The balance in any ecosystem comes from the organisms inhabiting that community, and the Palmyra Atoll is no different.
A study led by scientists from Imperial College London in collaboration with marine biologists from UC Santa Barbara found that predators, through their fecal material, transfer vital nutrients from their open ocean feeding grounds into shallower reef environments, contributing to the overall health of ecosystems.
The researchers specifically examined the role of grey reef sharks, Carcharhinus amblyrhynchos, a predatory species commonly associated with coral environments but whose wider ecological role has long been debated.
“Our study shows that large mobile predators such as sharks may be a very important source of nutrients for even the smallest reef creatures, such as corals,” co-author Jennifer Caselle, a research biologist at UCSB’s Marine Science Institute, said. “The role of sharks as top predators is well understood, but their role as nutrient vectors is far less studied.”
Palmyra Atoll is a remote, relatively undisturbed coral reef ecosystem, and is part of a U.S. National Wildlife Refuge within the central Pacific Ocean. Because of its protected status, Palmyra has a healthy predator population, with grey reef sharks being the most abundant predator on the fore-reefs.
The grey reef shark population at Palmyra is probably at carrying capacity and may play a significant role in the transportation and flow of nutrients onto the reef and throughout the atoll. Grey reef sharks are often detected on and suggested to favor outer-reef slopes and drop-off habitats but on occasion are detected within lagoons.
Isotope analyses at Palmyra have demonstrated that grey reef sharks acquire resources from different habitats, including from pelagic and near-shore environments. However, the use of these habitats for foraging is uneven, with around 86 percent of grey reef shark biomass being derived from pelagic resources.
Mobile species that transport nutrients between habitats have the potential to impact new primary productivity and contribute to the modification of the physical environment. How mobile marine predators such as sharks facilitate this nutrient transport, how much they contribute and how this is subsequently distributed across shallow, productive reef habitats remains unexplored.
The researchers analyzed tracking data as a spatial network of movements and were able, for the first time, to estimate the quantities of nitrogen deposited around the remote unfished reef of Palmyra Atoll via the sharks’ fecal material. Results estimate that this specific population of grey reef sharks, believed to number approximately 8,300 individual animals, contributes a combined total of 94.5 kg or 208.3 pounds of nitrogen to the reef ecosystem per day, an amount that likely contributes substantially to reef primary productivity.
These research findings have implications for the scientific understanding of fragile coral reef ecosystems as well as for the ecological significance of grey reef sharks. The species is currently classified as “near threatened” on the International Union for the Conservation of Nature Red List.
“Coupled with their better-known role as predators, our study underlines another, less obvious role played by reef sharks in improving the resilience of these fragile habitats and underscores the vital importance of conserving these and other wide-ranging predators,” senior co-author David Jacoby of the Zoological Society of London’s Institute of Zoology said.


EXERCISE GOAL:
For the entries that follow, give the number of lines holding the string "difficulty" and nothing more.

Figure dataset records
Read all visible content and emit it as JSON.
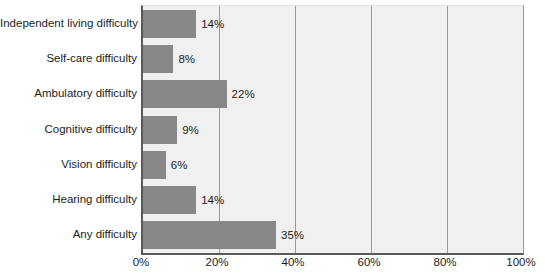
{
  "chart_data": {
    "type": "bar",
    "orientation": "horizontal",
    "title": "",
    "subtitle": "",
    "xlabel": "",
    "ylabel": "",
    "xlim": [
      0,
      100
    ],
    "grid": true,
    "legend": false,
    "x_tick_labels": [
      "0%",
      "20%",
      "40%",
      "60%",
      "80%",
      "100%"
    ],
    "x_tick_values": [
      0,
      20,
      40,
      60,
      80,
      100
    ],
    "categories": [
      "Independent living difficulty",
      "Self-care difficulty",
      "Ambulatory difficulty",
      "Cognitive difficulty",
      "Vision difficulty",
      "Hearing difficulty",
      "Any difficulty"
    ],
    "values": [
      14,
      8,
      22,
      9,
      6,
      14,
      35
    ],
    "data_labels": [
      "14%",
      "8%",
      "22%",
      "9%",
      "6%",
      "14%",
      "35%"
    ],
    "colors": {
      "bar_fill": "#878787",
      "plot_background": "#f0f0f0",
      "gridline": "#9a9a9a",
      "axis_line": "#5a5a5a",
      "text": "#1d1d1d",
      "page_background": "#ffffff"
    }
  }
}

--

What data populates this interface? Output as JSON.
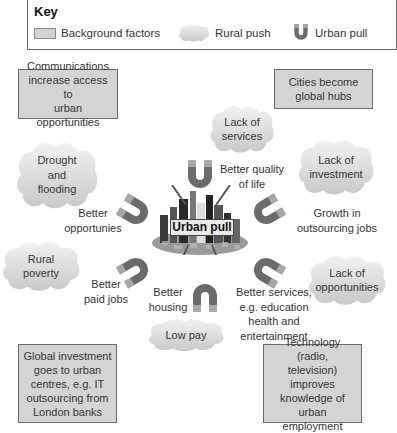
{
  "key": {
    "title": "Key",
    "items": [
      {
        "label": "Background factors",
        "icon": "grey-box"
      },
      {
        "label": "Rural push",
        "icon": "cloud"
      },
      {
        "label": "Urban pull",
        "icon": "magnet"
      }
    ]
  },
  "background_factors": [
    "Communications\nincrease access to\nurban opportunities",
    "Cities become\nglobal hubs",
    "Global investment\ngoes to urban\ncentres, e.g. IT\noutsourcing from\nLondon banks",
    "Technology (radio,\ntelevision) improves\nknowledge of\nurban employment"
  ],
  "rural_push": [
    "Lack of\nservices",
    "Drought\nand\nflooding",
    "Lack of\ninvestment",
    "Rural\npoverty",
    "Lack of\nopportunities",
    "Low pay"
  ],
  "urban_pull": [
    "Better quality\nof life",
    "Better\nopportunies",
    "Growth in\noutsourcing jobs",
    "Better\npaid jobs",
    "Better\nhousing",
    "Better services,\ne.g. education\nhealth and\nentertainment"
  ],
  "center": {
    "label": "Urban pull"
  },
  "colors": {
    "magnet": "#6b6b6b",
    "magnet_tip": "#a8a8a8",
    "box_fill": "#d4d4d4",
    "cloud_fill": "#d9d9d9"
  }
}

REPLY:
7